1 Joanne Shore, Lead Operations Research Analyst, Petroleum Division, Office of Oil and Gas, can be reached at joanne.shore@eia.doe.gov. John Hackworth is a consultant to the EIA.
2 Heavy crude oils (API gravity less than about 25 degrees API) have higher percentages of heavy, high boiling range materials that require additional investments in refinery equipment in order to convert those heavy volumes into gasoline, distillate and other products. The "sour" or higher sulfur content of these crude oils also requires extra investments to remove the sulfur. Thus, heavy, sour crude oils sell for a lower price than higher quality light, sweet crude oils.

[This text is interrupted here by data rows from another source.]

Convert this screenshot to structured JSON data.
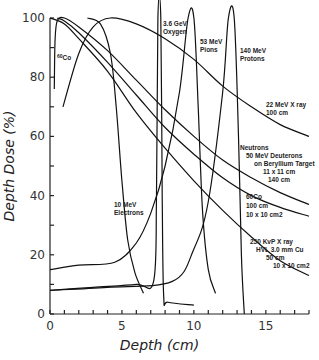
{
  "chart_data": {
    "type": "line",
    "title": "",
    "xlabel": "Depth (cm)",
    "ylabel": "Depth Dose (%)",
    "xlim": [
      0,
      18
    ],
    "ylim": [
      0,
      100
    ],
    "x_ticks": [
      0,
      5,
      10,
      15
    ],
    "y_ticks": [
      0,
      20,
      40,
      60,
      80,
      100
    ],
    "grid": false,
    "legend": "none",
    "series": [
      {
        "name": "22 MeV X ray 100 cm",
        "points": [
          [
            0.9,
            70
          ],
          [
            2,
            88
          ],
          [
            3,
            97
          ],
          [
            4.2,
            100
          ],
          [
            6,
            98
          ],
          [
            8,
            93
          ],
          [
            10,
            86
          ],
          [
            12,
            77
          ],
          [
            14,
            70
          ],
          [
            16,
            64
          ],
          [
            18,
            60
          ]
        ]
      },
      {
        "name": "Neutrons 50 MeV Deuterons on Beryllium Target 11 x 11 cm 140 cm",
        "points": [
          [
            0.3,
            76
          ],
          [
            0.35,
            92
          ],
          [
            0.5,
            99
          ],
          [
            1,
            100
          ],
          [
            2,
            97
          ],
          [
            4,
            89
          ],
          [
            6,
            79
          ],
          [
            8,
            69
          ],
          [
            10,
            60
          ],
          [
            12,
            52
          ],
          [
            14,
            46
          ],
          [
            16,
            41
          ],
          [
            18,
            37
          ]
        ]
      },
      {
        "name": "60Co 100 cm 10 x 10 cm2",
        "points": [
          [
            0.5,
            100
          ],
          [
            1,
            99
          ],
          [
            2,
            95
          ],
          [
            4,
            85
          ],
          [
            6,
            74
          ],
          [
            8,
            63
          ],
          [
            10,
            54
          ],
          [
            12,
            46
          ],
          [
            14,
            40
          ],
          [
            16,
            36
          ],
          [
            18,
            33
          ]
        ]
      },
      {
        "name": "250 KvP X ray HVL 3.0 mm Cu 50 cm 10 x 10 cm2",
        "points": [
          [
            0,
            100
          ],
          [
            1,
            98
          ],
          [
            2,
            93
          ],
          [
            4,
            82
          ],
          [
            6,
            68
          ],
          [
            8,
            56
          ],
          [
            10,
            45
          ],
          [
            12,
            35
          ],
          [
            14,
            26
          ],
          [
            16,
            18
          ],
          [
            18,
            13
          ]
        ]
      },
      {
        "name": "10 MeV Electrons",
        "points": [
          [
            2.6,
            100
          ],
          [
            3.5,
            98
          ],
          [
            4.2,
            88
          ],
          [
            4.6,
            70
          ],
          [
            5,
            45
          ],
          [
            5.4,
            25
          ],
          [
            5.9,
            14
          ],
          [
            6.5,
            7
          ]
        ]
      },
      {
        "name": "3.6 GeV Oxygen",
        "points": [
          [
            0,
            8
          ],
          [
            3,
            9
          ],
          [
            6,
            10
          ],
          [
            7.2,
            11
          ],
          [
            7.4,
            40
          ],
          [
            7.5,
            100
          ],
          [
            7.7,
            100
          ],
          [
            7.8,
            40
          ],
          [
            7.9,
            6
          ],
          [
            8.2,
            4
          ],
          [
            10,
            3
          ]
        ]
      },
      {
        "name": "53 MeV Pions",
        "points": [
          [
            0,
            15
          ],
          [
            2,
            16.5
          ],
          [
            4.5,
            17.5
          ],
          [
            6,
            24
          ],
          [
            7,
            34
          ],
          [
            8,
            50
          ],
          [
            9,
            75
          ],
          [
            9.6,
            100
          ],
          [
            10,
            100
          ],
          [
            10.3,
            70
          ],
          [
            10.6,
            35
          ],
          [
            11,
            15
          ],
          [
            11.5,
            7
          ]
        ]
      },
      {
        "name": "140 MeV Protons",
        "points": [
          [
            0,
            8
          ],
          [
            4,
            9
          ],
          [
            8.5,
            11
          ],
          [
            10,
            22
          ],
          [
            11,
            38
          ],
          [
            12,
            75
          ],
          [
            12.4,
            100
          ],
          [
            12.8,
            100
          ],
          [
            13.1,
            60
          ],
          [
            13.3,
            20
          ],
          [
            13.5,
            0
          ]
        ]
      }
    ],
    "annotations": [
      {
        "label_lines": [
          "60",
          "Co"
        ],
        "near": "left, below 100% near depth 0.5"
      },
      {
        "label_lines": [
          "3.6 GeV",
          "Oxygen"
        ]
      },
      {
        "label_lines": [
          "53 MeV",
          "Pions"
        ]
      },
      {
        "label_lines": [
          "140 MeV",
          "Protons"
        ]
      },
      {
        "label_lines": [
          "22 MeV X ray",
          "100 cm"
        ]
      },
      {
        "label_lines": [
          "Neutrons",
          "50 MeV Deuterons",
          "on Beryllium Target",
          "11 x 11 cm",
          "140 cm"
        ]
      },
      {
        "label_lines": [
          "60Co",
          "100 cm",
          "10 x 10 cm2"
        ]
      },
      {
        "label_lines": [
          "250 KvP X ray",
          "HVL 3.0 mm Cu",
          "50 cm",
          "10 x 10 cm2"
        ]
      },
      {
        "label_lines": [
          "10 MeV",
          "Electrons"
        ]
      }
    ]
  }
}
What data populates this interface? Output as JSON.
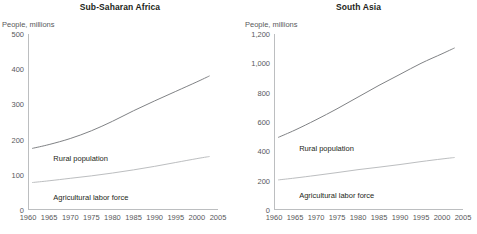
{
  "figure": {
    "background": "#ffffff",
    "text_color": "#231f20",
    "tick_color": "#58595b"
  },
  "chart_data": [
    {
      "type": "line",
      "title": "Sub-Saharan Africa",
      "ylabel": "People, millions",
      "xlabel": "",
      "xlim": [
        1960,
        2005
      ],
      "ylim": [
        0,
        500
      ],
      "yticks": [
        0,
        100,
        200,
        300,
        400,
        500
      ],
      "ytick_labels": [
        "0",
        "100",
        "200",
        "300",
        "400",
        "500"
      ],
      "xticks": [
        1960,
        1965,
        1970,
        1975,
        1980,
        1985,
        1990,
        1995,
        2000,
        2005
      ],
      "xtick_labels": [
        "1960",
        "1965",
        "1970",
        "1975",
        "1980",
        "1985",
        "1990",
        "1995",
        "2000",
        "2005"
      ],
      "grid": false,
      "legend": "inline-annotations",
      "series": [
        {
          "name": "Rural population",
          "color": "#808285",
          "x": [
            1961,
            1965,
            1970,
            1975,
            1980,
            1985,
            1990,
            1995,
            2000,
            2003
          ],
          "values": [
            175,
            186,
            203,
            225,
            252,
            282,
            310,
            337,
            364,
            381
          ]
        },
        {
          "name": "Agricultural labor force",
          "color": "#bcbec0",
          "x": [
            1961,
            1965,
            1970,
            1975,
            1980,
            1985,
            1990,
            1995,
            2000,
            2003
          ],
          "values": [
            78,
            83,
            90,
            97,
            105,
            114,
            124,
            135,
            146,
            152
          ]
        }
      ],
      "annotations": [
        {
          "text": "Rural population",
          "x": 1966,
          "y": 158
        },
        {
          "text": "Agricultural labor force",
          "x": 1966,
          "y": 48
        }
      ]
    },
    {
      "type": "line",
      "title": "South Asia",
      "ylabel": "People, millions",
      "xlabel": "",
      "xlim": [
        1960,
        2005
      ],
      "ylim": [
        0,
        1200
      ],
      "yticks": [
        0,
        200,
        400,
        600,
        800,
        1000,
        1200
      ],
      "ytick_labels": [
        "0",
        "200",
        "400",
        "600",
        "800",
        "1,000",
        "1,200"
      ],
      "xticks": [
        1960,
        1965,
        1970,
        1975,
        1980,
        1985,
        1990,
        1995,
        2000,
        2005
      ],
      "xtick_labels": [
        "1960",
        "1965",
        "1970",
        "1975",
        "1980",
        "1985",
        "1990",
        "1995",
        "2000",
        "2005"
      ],
      "grid": false,
      "legend": "inline-annotations",
      "series": [
        {
          "name": "Rural population",
          "color": "#808285",
          "x": [
            1961,
            1965,
            1970,
            1975,
            1980,
            1985,
            1990,
            1995,
            2000,
            2003
          ],
          "values": [
            495,
            545,
            615,
            690,
            770,
            850,
            925,
            1000,
            1065,
            1105
          ]
        },
        {
          "name": "Agricultural labor force",
          "color": "#bcbec0",
          "x": [
            1961,
            1965,
            1970,
            1975,
            1980,
            1985,
            1990,
            1995,
            2000,
            2003
          ],
          "values": [
            205,
            218,
            236,
            255,
            275,
            292,
            310,
            330,
            348,
            358
          ]
        }
      ],
      "annotations": [
        {
          "text": "Rural population",
          "x": 1966,
          "y": 448
        },
        {
          "text": "Agricultural labor force",
          "x": 1966,
          "y": 132
        }
      ]
    }
  ]
}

3 For further information see: http://www.lyondell.com/html/lyondell/enterprise_3.shtml
4 Citgo company description can be seen at: http://www.citgo.com/AboutCITGO/Operations/Refining.jsp.
5 For a further description, see: http://www.hess.com/hovensa/jv.htm.
6 Press release regarding Chalmette agreement between ExxonMobil and PDSVA: http://www.eia.doe.gov/emeu/perfpro/fig33.html.
7 Organization for Economic Cooperation and Development (OECD): Members are Australia, Austria, Belgium, Canada, Denmark, Faeroe Islands, Finland, France, Germany, Greece, Greenland, Hawaiian Trade Zone, Iceland, Ireland, Italy, Japan, Luxembourg, Mexico, Netherlands, New Zealand, Norway, Portugal, Spain, Sweden, Switzerland, Turkey, United Kingdom, and United States and its territories (Guam, Puerto Rico, and the Virgin Islands). In addition, Czech Republic, Hungary, Poland, and South Korea joined the OECD in 1996.
8 From the Pemex website: http://www.pemex.com/files/dcpe/evolexporta_ing.pdf.
9 High prices at this time were primarily due both to the loss of Venezuelan production and by concerns over an attack on Iraq by U.S. forces. A production loss of 3 million barrels per day without concerns over additional potential disruptions can increase prices $9 to $15 per barrel alone, which implies the Venezuelan loss was likely the major factor behind the price increase. However, the point is not how much the Venezuelan loss of production increased prices versus Iraq, but how the shift in prices played out over this time period.